Friday, April 16, 2021

Vision: What’s so special about words?

Readers are sensitive to the statistics of written language. New work by Vidal et al. suggests that this sensitivity may be driven by the same domain-general mechanisms that enable the visual system to detect statistical regularities in the visual environment. 

Highlights

• Readers presented with orthographic-like stimuli are sensitive to bigram frequencies 
• An analogous effect emerges with images of made-up objects and visual gratings 
• These data suggest that the reading system might rely on general-purpose mechanisms 
• This calls for considering reading in the broader context of visual neuroscience
Summary
As writing systems are a relatively novel invention (slightly over 5 kya), they could not have influenced the evolution of our species. Instead, reading might recycle evolutionary older mechanisms that originally supported other tasks and preceded the emergence of written language. Accordingly, it has been shown that baboons and pigeons can be trained to distinguish words from nonwords based on orthographic regularities in letter co-occurrence.
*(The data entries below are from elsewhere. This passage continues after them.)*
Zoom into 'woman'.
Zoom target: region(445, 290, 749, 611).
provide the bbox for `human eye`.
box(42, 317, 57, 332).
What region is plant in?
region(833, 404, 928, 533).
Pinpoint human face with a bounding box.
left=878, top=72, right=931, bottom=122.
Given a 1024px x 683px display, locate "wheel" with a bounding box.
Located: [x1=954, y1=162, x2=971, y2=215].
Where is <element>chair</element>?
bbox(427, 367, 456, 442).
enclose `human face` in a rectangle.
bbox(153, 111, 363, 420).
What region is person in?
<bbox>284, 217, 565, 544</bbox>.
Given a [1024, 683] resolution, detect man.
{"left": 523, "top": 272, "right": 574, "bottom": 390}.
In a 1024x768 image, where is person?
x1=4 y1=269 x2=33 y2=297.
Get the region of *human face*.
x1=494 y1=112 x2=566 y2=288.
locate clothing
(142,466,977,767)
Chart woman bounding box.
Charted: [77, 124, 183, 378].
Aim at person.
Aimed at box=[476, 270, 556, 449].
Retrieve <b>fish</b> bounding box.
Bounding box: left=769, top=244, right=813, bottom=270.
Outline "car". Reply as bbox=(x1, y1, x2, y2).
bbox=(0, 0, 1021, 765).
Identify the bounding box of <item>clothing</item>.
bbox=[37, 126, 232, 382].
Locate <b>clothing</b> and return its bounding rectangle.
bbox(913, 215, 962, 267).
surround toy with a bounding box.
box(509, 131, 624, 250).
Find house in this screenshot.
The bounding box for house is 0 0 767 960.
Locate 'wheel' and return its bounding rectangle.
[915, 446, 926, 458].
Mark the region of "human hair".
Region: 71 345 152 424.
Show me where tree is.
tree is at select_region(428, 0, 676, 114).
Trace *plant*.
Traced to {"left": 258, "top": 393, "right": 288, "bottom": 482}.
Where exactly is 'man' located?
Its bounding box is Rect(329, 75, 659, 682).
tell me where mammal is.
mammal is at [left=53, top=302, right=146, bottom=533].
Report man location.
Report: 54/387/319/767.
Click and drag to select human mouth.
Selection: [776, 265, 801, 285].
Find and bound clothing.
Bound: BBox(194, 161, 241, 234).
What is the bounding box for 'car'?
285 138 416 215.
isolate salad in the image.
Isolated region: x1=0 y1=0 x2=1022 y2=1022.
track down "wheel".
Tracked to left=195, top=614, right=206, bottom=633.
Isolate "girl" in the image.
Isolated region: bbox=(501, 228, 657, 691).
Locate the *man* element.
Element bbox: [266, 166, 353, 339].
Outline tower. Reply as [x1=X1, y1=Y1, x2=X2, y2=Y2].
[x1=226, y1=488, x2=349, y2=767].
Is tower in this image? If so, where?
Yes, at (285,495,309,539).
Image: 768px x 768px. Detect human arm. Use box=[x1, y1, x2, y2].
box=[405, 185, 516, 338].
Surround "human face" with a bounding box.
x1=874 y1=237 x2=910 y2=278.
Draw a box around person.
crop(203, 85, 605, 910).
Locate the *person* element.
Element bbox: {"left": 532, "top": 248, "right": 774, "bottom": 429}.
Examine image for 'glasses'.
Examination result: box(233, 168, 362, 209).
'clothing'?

This suggests that part of what is usually considered reading-specific processing could be performed by domain-general visual mechanisms. Here, we tested this hypothesis in humans: if the reading system relies on domain-general visual mechanisms, some of the effects that are often found with orthographic material should also be observable with non-orthographic visual stimuli. We performed three experiments using the same exact design but with visual stimuli that progressively departed from orthographic material. Subjects were passively familiarized with a set of composite visual items and tested in an oddball paradigm for their ability to detect novel stimuli. Participants showed robust sensitivity to the co-occurrence of features (“bigram” coding) with strings of letter-like symbols but also with made-up 3D objects and sinusoidal gratings. This suggests that the processing mechanisms involved in the visual recognition of novel words also support the recognition of other novel visual objects. These mechanisms would allow the visual system to capture statistical regularities in the visual environment. We hope that this work will inspire models of reading that, although addressing its unique aspects, place it within the broader context of vision.